The report was heavy, bound in black leather, sitting on her side table. It was volatile information - a disaster report - and she was sending me to deliver it.
This wasn't a punishment; it was a political maneuver designed to put me in a situation I would fail.
She wants me to botch the delivery so Kaelen rejects me for incompetence.
"Yes, Lady Thorne," I replied, my voice steady.
My wolf, Aurine, gave a low, feral growl of anticipation not for the danger, but for the chance to be near Kaelen.
Lady Thorne swept past Ronan, stopping only to glare at the maidens.
"Clean this mess. And keep your poisonous gossip contained." She turned back to me, her eyes narrowing. "Do not be late. And do not touch that Beta again."
She exited, her lavender scent receding, leaving a trail of cold fear.
Ronan's breathing hitched, a terrible, rattling sound. I looked from the still-twitching Beta, to the door where the Matriarch had just left, and then to the vial, still forbidden.

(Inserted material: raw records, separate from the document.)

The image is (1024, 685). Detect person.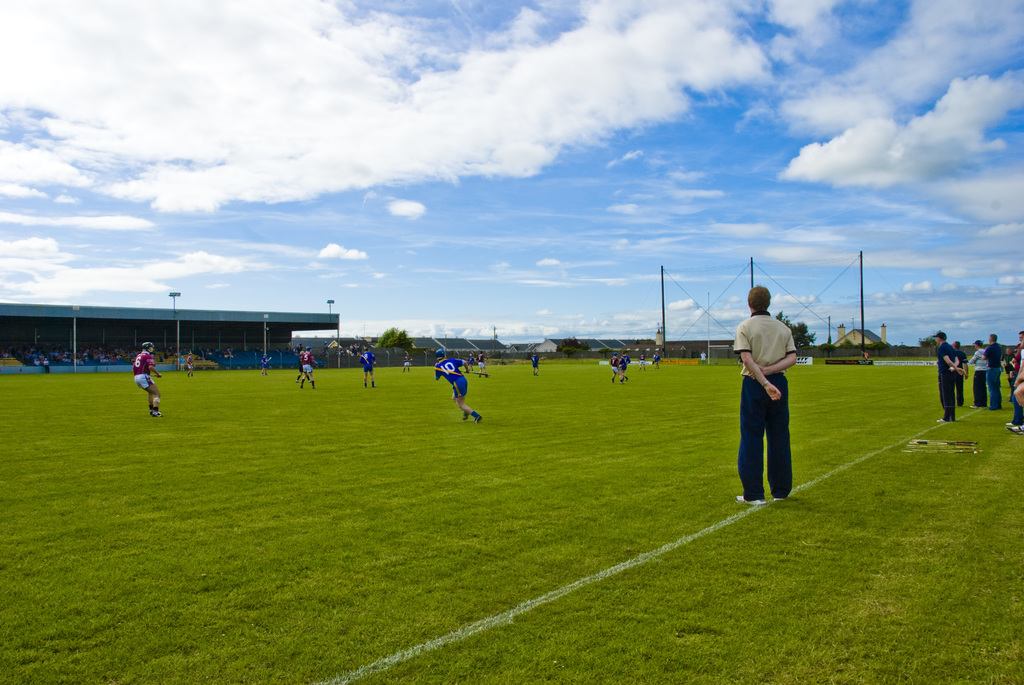
Detection: 735 280 810 515.
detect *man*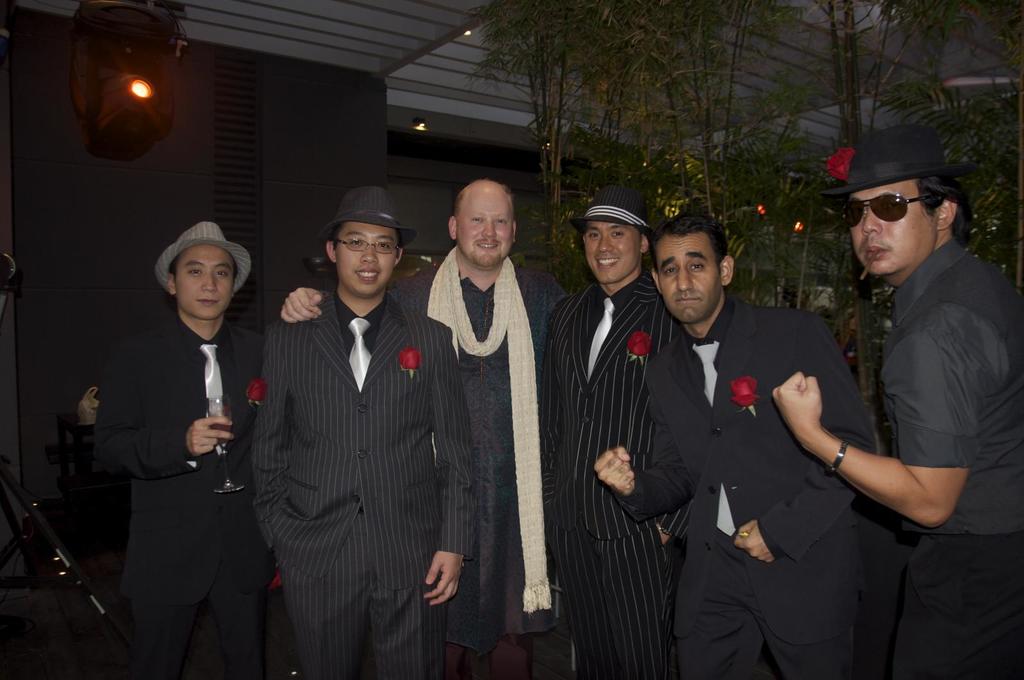
[98, 219, 268, 679]
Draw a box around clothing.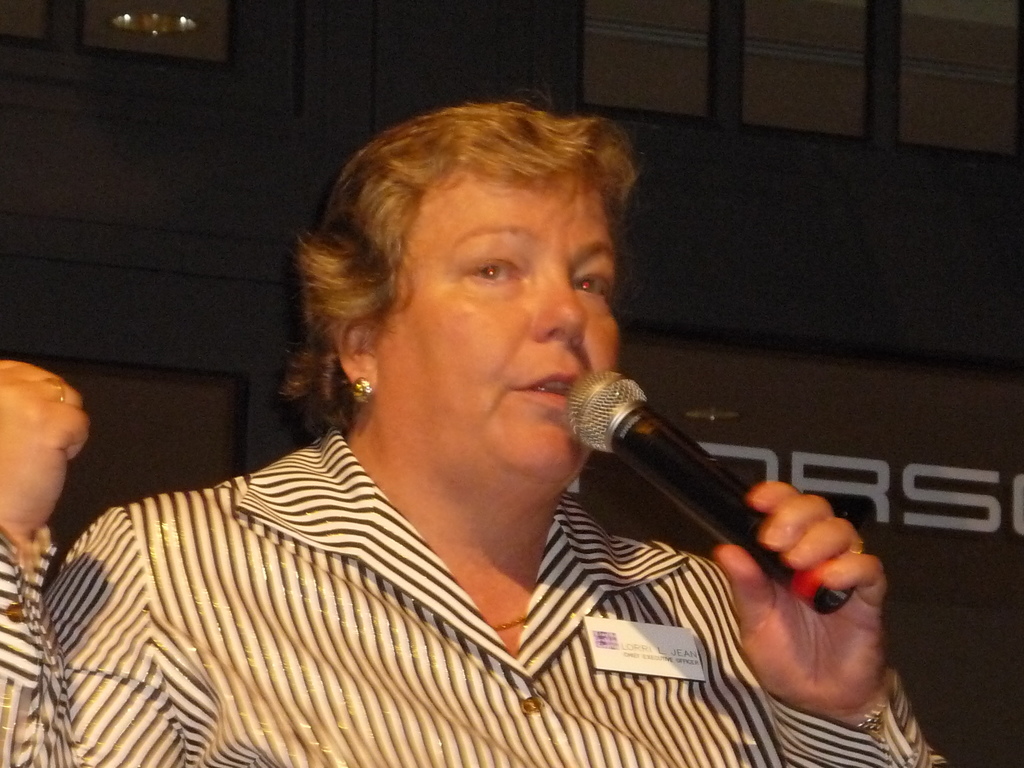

I didn't hesitate, as my fingers snatched the vial and poured the dark, rich decoction down Ronan's throat in one smooth motion.
I didn't care about the maidens' shocked gasps. I didn't care about Lady Thorne's threat. Beta Ronan's immediate survival was the only thing that mattered.
"Clear the room," I commanded the maidens, my voice low and fierce. "Now."
Ronan's thrashing immediately subsided, and his muscles relaxed. The grey tinge on his wound seemed to pause, retracting slightly, as the witch-blood worked in his system.
I grabbed the heavy report, the leather feeling rough and alien in my hands. The sight of the pack matriarch's perfect, hateful script on the cover was a reminder of the impossible task ahead. One hour to cross the entire compound, fight through the security lines at the war room, and deliver news of failure to the King of the pack.
My jaw locked. My legs were already moving, carrying me toward the door. I was a slave given an order, but I was also an Alpha-blood given a chance to prove I was more than a joke.
I had one hour to survive the Matriarch's trap and reach Kaelen Thorne. I then sprinted out of the infirmary, letting the fear and the adrenaline pull me forward.